LISTEN: Harris allies emphasized the Democratic nominee's economic agenda, while slamming Project 2025. GPB's Benjamin Payne reports.

Georgia State Senator Derek Mallow, at left, speaks during a news conference in Savannah on Aug. 27, 2024, about Vice President Kamala Harris's housing affordability plans.
Caption

Georgia State Senator Derek Mallow, at left, speaks during a news conference in Savannah on Aug. 27, 2024, about Vice President Kamala Harris's housing affordability plans.

Credit: Benjamin Payne / GPB News

Savannah Democrats gathered Tuesday to highlight Vice President Kamala Harris's housing affordability proposals, as supporters get ready to welcome Harris to the city on Thursday for a campaign rally.

Elected officials and campaign volunteers held a news conference outside the Live Oak Landing low-income senior housing complex on the city's east side to share Harris's plans to lower the cost of housing, including through a $25,000 down payment assistance program for first-time homebuyers who have paid their rent on time for two years.

Chatham County Commissioner Aaron Whitely said that there is a shortage of at least 10,000 housing units in Savannah, which “means 10,000 working people who are unable to find safety and stability in their housing. Well, y'all, this November we have a choice to turn this around and choose a future where working families in Savannah have the freedom of a safe and stable place to call home.”

Calling Harris's policy wishlist “the boldest housing plan in our generation,” Coastal Empire Habitat for Humanity interim chief financial officer Monisha Johnson-Scott commended Harris for her calls to increase the nation's housing supply by 3 million units and to create the first-ever tax incentive for homebuilders who construct starter homes sold to first-time homebuyers.

“American families now have to compete with corporate investors to buy homes, which is completely unfair,” said Johnson-Scott, who spoke in her personal capacity and not on behalf of Coastal Empire Habitat for Humanity. “With more than 20% of Savannah residents living in poverty, it is estimated that nearly 21,000 households cannot afford quality housing.”

Georgia State Senator Derek Mallow pointed to Harris's middle-class upbringing in a single-parent household, saying that she can personally relate to the economic challenges many face.

“She worked a summer job at McDonald's,” he said. “I worked at McDonald's myself, and I know how hard it is at McDonald's to be on the grill, in the fryer. So, Vice President Harris understands what many families in Savannah and Georgia are struggling with.”

The speakers contrasted Harris's plans with those featured in Project 2025, a conservative blueprint written by several former Trump administration officials outlining their priorities for a second term in office.

The document's chapter on the Department of Housing and Urban Development was written by Dr. Ben Carson, who served as HUD secretary during Trump's presidency. In it, Carson calls for the elimination of many HUD programs, including a federal fund to increase the nation's housing supply for low-income Americans and a task force to combat racial discrimination in real estate appraisals.

Trump has recently tried to distance himself from Project 2025, but Mallow said that he believes the document serves as an accurate summary of Trump's priorities.

“Folks should wake up and look at Project 2025 as a threat to democracy, because it is,” he said. “And those can deny that they had a part in it or writing it. But my grandmother would always tell me, ‘Something in the milk just ain't clean.’”

Harris and her vice presidential running mate, Minnesota Gov. Tim Walz, are scheduled to visit Southeast Georgia on a Wednesday bus tour, before Harris holds a rally in Savannah on Thursday evening, one week after she formally accepted her party's nomination for president at the Democratic National Convention in Chicago.

The times and locations for the events have not been announced. Walz will not be in attendance at the Savannah rally.

The two had previously been scheduled to hold a joint rally in Savannah on Aug. 9, shortly after Harris announced Walz as her running mate, but the visit was postponed due to Tropical Storm Debby.

Thursday's rally will be the first time that a general election presidential candidate will have campaigned in Savannah since the 1990s, according to the campaign.

Harris was last in Savannah in February to share efforts by the Biden administration to expand abortion rights.

This story was updated to clarify that Johnson-Scott spoke in her personal capacity and not on behalf of Coastal Empire Habitat for Humanity.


- [Exercise]
Only lines that contain the string "Quotes" should be returned from the material below.

Source information section start

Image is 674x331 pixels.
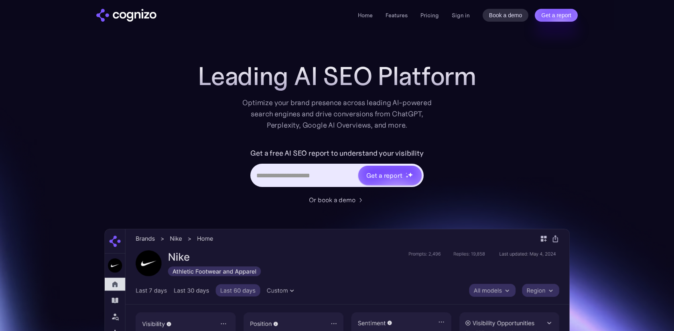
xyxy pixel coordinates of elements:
div: Get a report [367,171,403,180]
div: Optimize your brand presence across leading AI-powered search engines and drive conversions from ... [238,97,436,131]
div: Or book a demo [309,195,356,205]
img: star [406,173,407,174]
a: Home [358,12,373,19]
a: Get a report [535,9,578,22]
form: Hero URL Input Form [250,147,424,191]
a: Get a reportstarstarstar [358,165,423,186]
a: Sign in [452,10,470,20]
a: Pricing [421,12,439,19]
a: home [96,9,157,22]
img: star [408,172,413,177]
img: cognizo logo [96,9,157,22]
h1: Leading AI SEO Platform [198,62,477,91]
a: Book a demo [483,9,529,22]
img: star [406,175,409,178]
a: Features [386,12,408,19]
label: Get a free AI SEO report to understand your visibility [250,147,424,160]
a: Or book a demo [309,195,365,205]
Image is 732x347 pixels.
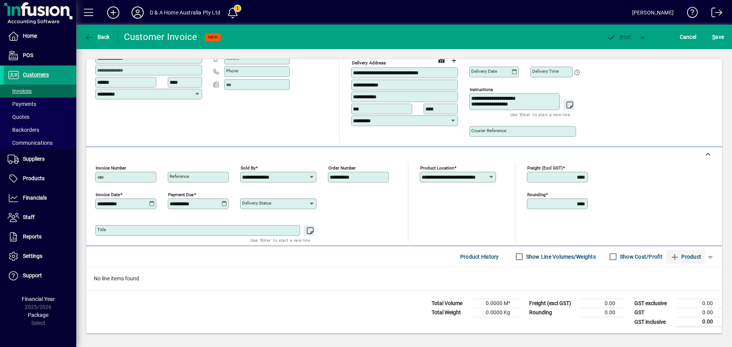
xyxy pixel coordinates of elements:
a: Settings [4,247,76,266]
button: Profile [125,6,150,19]
a: Payments [4,98,76,111]
span: Quotes [8,114,29,120]
td: GST [630,308,676,317]
a: Home [4,27,76,46]
a: Knowledge Base [681,2,698,26]
mat-label: Reference [170,174,189,179]
div: No line items found [86,267,722,290]
button: Choose address [447,54,460,67]
mat-label: Title [97,227,106,232]
mat-label: Invoice number [96,165,126,171]
td: Rounding [525,308,578,317]
button: Cancel [678,30,698,44]
span: Financial Year [22,296,55,302]
button: Save [710,30,726,44]
mat-label: Instructions [469,87,493,92]
button: Add [101,6,125,19]
span: Reports [23,234,42,240]
mat-label: Invoice date [96,192,120,197]
mat-label: Courier Reference [471,128,506,133]
mat-label: Delivery status [242,200,271,206]
td: 0.00 [676,299,722,308]
span: Payments [8,101,36,107]
span: Communications [8,140,53,146]
a: Logout [705,2,722,26]
td: Total Weight [428,308,473,317]
a: Quotes [4,111,76,123]
span: P [620,34,623,40]
button: Back [82,30,112,44]
a: Suppliers [4,150,76,169]
a: Communications [4,136,76,149]
mat-hint: Use 'Enter' to start a new line [510,110,570,119]
a: Invoices [4,85,76,98]
label: Show Cost/Profit [618,253,662,261]
button: Post [602,30,635,44]
td: 0.00 [676,317,722,327]
span: S [712,34,715,40]
span: Support [23,272,42,279]
a: Financials [4,189,76,208]
mat-label: Rounding [527,192,545,197]
mat-hint: Use 'Enter' to start a new line [250,236,310,245]
span: Back [84,34,110,40]
mat-label: Order number [328,165,356,171]
span: Financials [23,195,47,201]
mat-label: Freight (excl GST) [527,165,562,171]
label: Show Line Volumes/Weights [524,253,596,261]
span: POS [23,52,33,58]
td: Total Volume [428,299,473,308]
span: Products [23,175,45,181]
mat-label: Delivery time [532,69,559,74]
app-page-header-button: Back [76,30,118,44]
span: ost [606,34,631,40]
mat-label: Sold by [240,165,255,171]
a: Support [4,266,76,285]
a: Products [4,169,76,188]
mat-label: Phone [226,68,238,74]
span: Invoices [8,88,32,94]
span: Product [670,251,701,263]
span: Customers [23,72,49,78]
button: Product [666,250,705,264]
span: Staff [23,214,35,220]
mat-label: Delivery date [471,69,497,74]
td: GST inclusive [630,317,676,327]
div: [PERSON_NAME] [632,6,673,19]
span: ave [712,31,724,43]
mat-label: Product location [420,165,454,171]
td: 0.00 [578,308,624,317]
span: Product History [460,251,499,263]
span: Home [23,33,37,39]
a: View on map [435,54,447,66]
td: 0.0000 M³ [473,299,519,308]
td: 0.0000 Kg [473,308,519,317]
div: D & A Home Australia Pty Ltd [150,6,220,19]
span: Settings [23,253,42,259]
a: POS [4,46,76,65]
td: Freight (excl GST) [525,299,578,308]
td: 0.00 [676,308,722,317]
div: Customer Invoice [124,31,197,43]
span: Backorders [8,127,39,133]
mat-label: Payment due [168,192,194,197]
td: GST exclusive [630,299,676,308]
span: Suppliers [23,156,45,162]
span: NEW [208,35,218,40]
a: Backorders [4,123,76,136]
span: Package [28,312,48,318]
button: Product History [457,250,502,264]
a: Reports [4,227,76,247]
a: Staff [4,208,76,227]
span: Cancel [679,31,696,43]
td: 0.00 [578,299,624,308]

Source information section end

- [Solution]
span: Quotes [8,114,29,120]
a: Quotes [4,111,76,123]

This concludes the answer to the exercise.